The former head of U.S. Immigration and Customs Enforcement is among the high-ranking federal officials named as defendants in a federal lawsuit filed Wednesday morning by 10 of the 29 immigrants who were arrested during the New Haven immigration raids on June 6, 2007.

In a 64-page complaint, three Yale Law School faculty members and four law students representing the immigrants allege that local, state and federal ICE officials violated the Fourth, Fifth and 10th Amendments by planning and executing the raids. The lawsuit names about 30 ICE officials and agents as defendants in total, from former Assistant Secretary of Homeland Security for ICE Julie Myers to the about two dozen ICE agents who participated in the raids. The lawsuit seeks a jury trial, compensation from ICE officials for court expenses and damages, and an acknowledgment from the court that the raids were illegal.

“Without cause or reasonable suspicion, ICE agents interrogated and arrested residents based on their skin color and physical appearance,” the complaint says. “In some cases, agents arrested people in front of their families and young children.”

Out of the 29 detained, only five immigrants were the intended targets of the raid. The lawsuit describes agents forcefully entering four households without consent or search warrants, sometimes with guns drawn. According to the complaint, agents woke plaintiffs from their sleep and, in one case, would not allow Eduardo Diaz-Bernal to put on pants, shouting at him “not to move.”

The lawsuit said the agents left Edilberto Cedeño-Trujillo’s daughter “terrified.”

Plaintiff Washington Colala-Peñarreta said in the complaint that when he returned home to pick up a forgotten item, ICE agents were standing around his house. He said the agents asked him if he lived in the house and requested to see identification. When he said his identification was in his house, he claimed that the agents handcuffed him, forcibly brought him to his locked front door and, with guns drawn, told him to open it. Colala-Peñarreta said he did so out of fear the agents might harm him if he did not obey.

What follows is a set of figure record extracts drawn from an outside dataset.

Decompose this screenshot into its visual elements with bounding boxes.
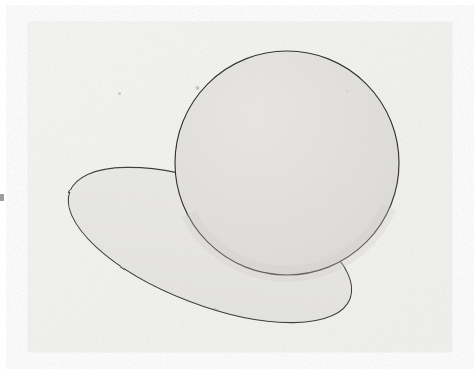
drawing-svg — [0, 0, 476, 374]
left-edge-mark-icon — [0, 194, 4, 201]
speck-upper-mid-icon — [196, 86, 200, 90]
speck-upper-right-icon — [346, 90, 348, 92]
speck-upper-left-icon — [118, 92, 121, 95]
figure-canvas — [0, 0, 476, 374]
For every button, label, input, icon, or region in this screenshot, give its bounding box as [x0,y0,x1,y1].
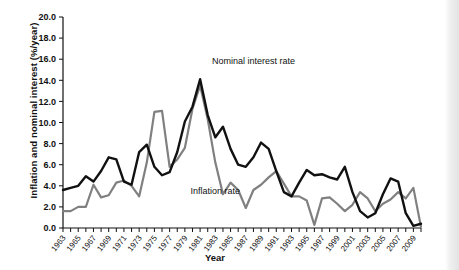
y-axis-tick-label: 14.0 [38,76,56,86]
x-axis-tick-label: 2003 [354,233,372,253]
x-axis-tick-label: 2007 [385,233,403,253]
series-line-nominal-interest-rate [63,79,421,226]
annotation-nominal-interest-rate: Nominal interest rate [212,56,295,66]
x-axis-tick-label: 1993 [278,233,296,253]
x-axis-tick-label: 1969 [95,233,113,253]
chart-figure: Inflation and nominal interest (%/year) … [0,0,459,270]
x-axis-tick-label: 2005 [369,233,387,253]
line-chart-plot: 0.02.04.06.08.010.012.014.016.018.020.0 … [0,0,459,270]
x-axis-tick-label: 1975 [141,233,159,253]
x-axis-tick-labels: 1963196519671969197119731975197719791981… [50,233,419,253]
y-axis-tick-label: 16.0 [38,54,56,64]
y-axis-tick-label: 6.0 [43,160,56,170]
y-axis-tick-label: 8.0 [43,139,56,149]
y-axis-tick-label: 20.0 [38,12,56,22]
x-axis-tick-label: 1967 [80,233,98,253]
x-axis-tick-label: 1995 [293,233,311,253]
x-axis-tick-label: 1997 [309,233,327,253]
series-line-inflation-rate [63,86,421,227]
y-axis-tick-label: 2.0 [43,202,56,212]
y-axis-tick-label: 18.0 [38,33,56,43]
x-axis-tick-label: 1999 [324,233,342,253]
annotation-inflation-rate: Inflation rate [191,186,241,196]
y-axis-tick-labels: 0.02.04.06.08.010.012.014.016.018.020.0 [38,12,56,233]
x-axis-tick-label: 1981 [187,233,205,253]
y-axis-tick-label: 12.0 [38,97,56,107]
x-axis-tick-label: 1979 [171,233,189,253]
y-axis-tick-label: 10.0 [38,118,56,128]
y-axis-tick-label: 4.0 [43,181,56,191]
x-axis-tick-label: 1983 [202,233,220,253]
x-axis-tick-label: 1973 [126,233,144,253]
x-axis-tick-label: 1965 [65,233,83,253]
x-axis-tick-label: 1971 [110,233,128,253]
x-axis-tick-label: 1977 [156,233,174,253]
x-axis-tick-label: 1991 [263,233,281,253]
x-axis-tick-label: 1985 [217,233,235,253]
x-axis-tick-label: 1989 [248,233,266,253]
x-axis-tick-label: 2001 [339,233,357,253]
x-axis-tick-label: 2009 [400,233,418,253]
x-axis-tick-label: 1987 [232,233,250,253]
x-axis-tick-label: 1963 [50,233,68,253]
y-axis-tick-label: 0.0 [43,223,56,233]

In the lawsuit, the lawyers claim that ICE officials conducted the raids in retaliation for the aldermanic approval two days earlier of the Elm City Resident Card program, which provides ID cards to residents regardless of immigration status. One of the defendants — Walter Wilkowski, the agent in charge of the ICE Office of Investigations in New Haven — expressed concern that New Haven was becoming a “sanctuary city,” according to an e-mail from the U.S. Attorney’s Office for the District of Connecticut referenced in the complaint.

In response to the lawsuit, City Hall spokeswoman Jessica Mayorga said she thinks the timing of the raids two days after the passage of the ID card program was not coincidental.

“It appears as more than just a coincidence that these things happened in the time frame that they did,” she said.

ICE spokeswoman Paula Grenier declined to comment. ICE officials have said in the past that the raids were in full accordance with the law. A spokesman for ICE, Richard Rocha, told the News in February that efforts to aggressively increase the number of arrests were following the agency’s mission.

“We do prioritize,” he said at the time. “But if, in the course of our work, we encounter other illegal individuals, we have to enforce the law.”

Norma Franceschi, a Fair Haven proprietor who supported immigrants during the raids, said Wednesday that the plaintiffs lost a substantial amount of money or lost their jobs because of their detention.

Franceschi added that community members made substantial efforts to pay the bonds necessary to free the plaintiffs from jail. Father Jim Manship, the priest of St. Rose of Lima Church in Fair Haven, counted $25,000 in small bills and coins, took it to the bank to get a cashier’s check and then drove to Hartford to post the bail of a detained immigrant with a criminal background.

One of the detainees has been deported, five volunteered to leave and 17 cases are still pending.